Each stablecoin project differs in ways they maintain the peg. Supported by fiat reserves, meaning they have cash or cash-equivalent assets in their reserves. So each UST or USDC traded in the crypto market is backed by what’s actually in the possession of the stablecoin issuer.
The “algorithmic” naming convention comes from the on-chain algorithm that facilitates a change in supply and demand between the stablecoin and another cryptocurrency that props them up.
Algorithmic stablecoins are typically undercollateralized – they don’t have independent assets in reserves to back the value of their stablecoins.

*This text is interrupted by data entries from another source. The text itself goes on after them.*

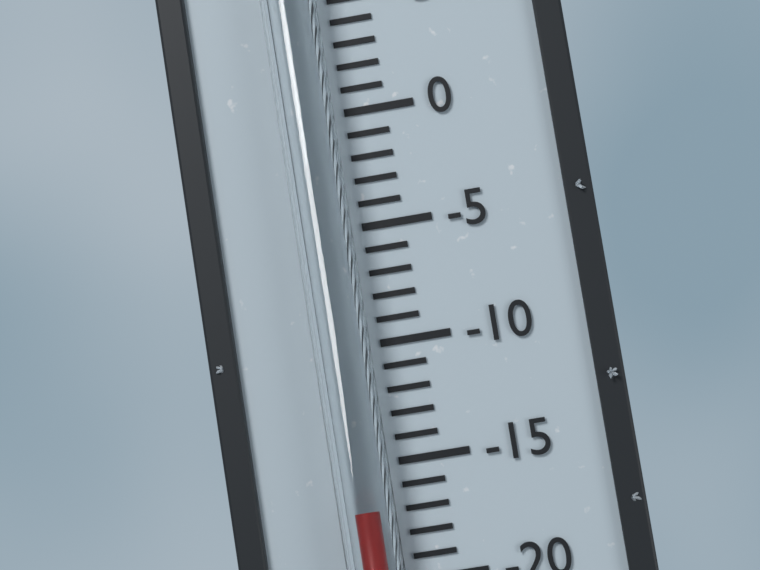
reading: -17 °C
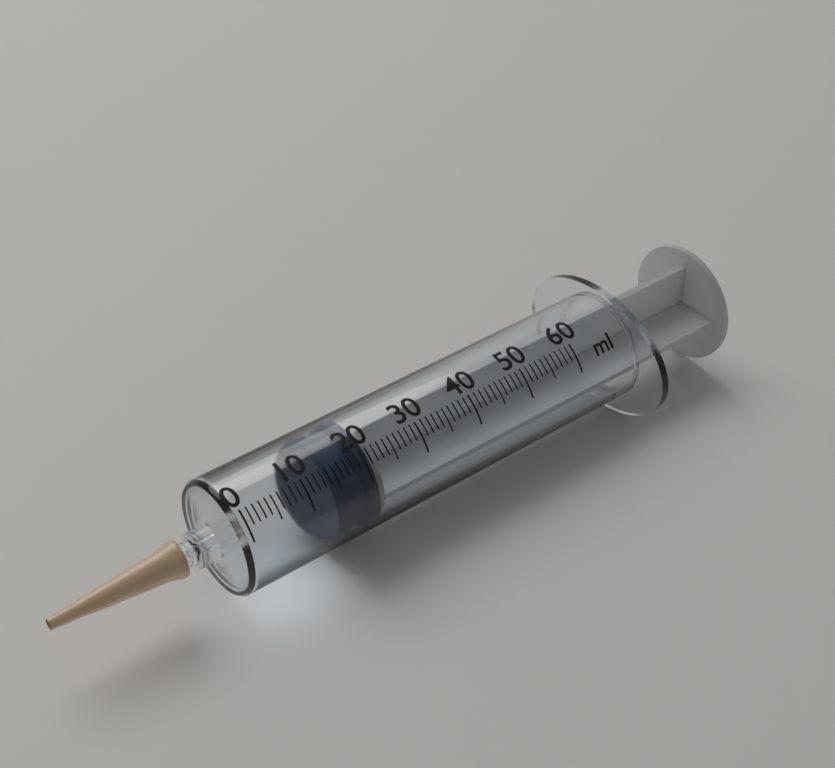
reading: 14 ml
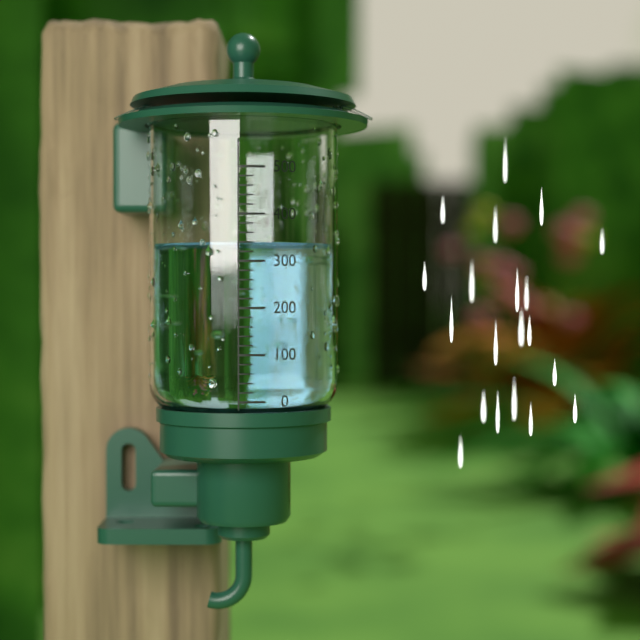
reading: 340 (no unit)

In the case of the recent turmoil of Terra LUNA and UST, the algorithm is supposed to work like this:
“When UST supply is too small and demand for it is too high, the price of UST goes above $1. To bring UST back to its peg, the Terra protocol lets users trade 1 USD of LUNA for 1 UST at the Terra station portal. This trade burns 1 USD of LUNA and mints 1 UST, which users can sell for 1.01 USD and pocket a profit of 1 cent. It doesn’t sound like a lot, but these profits add up when done in large quantities.”
Needless to say, it failed to keep up with the extreme conditions, the algorithm couldn’t facilitate the minting of new LUNAs at a speed needed to re-peg UST.
Defending UST means sacrificing LUNA’s price since it increases LUNA’s supply, and greater supply means selling pressure on a token’s price. As a result, LUNA violently crashed during the night of May 11, falling more than 97% to as low as $0.88.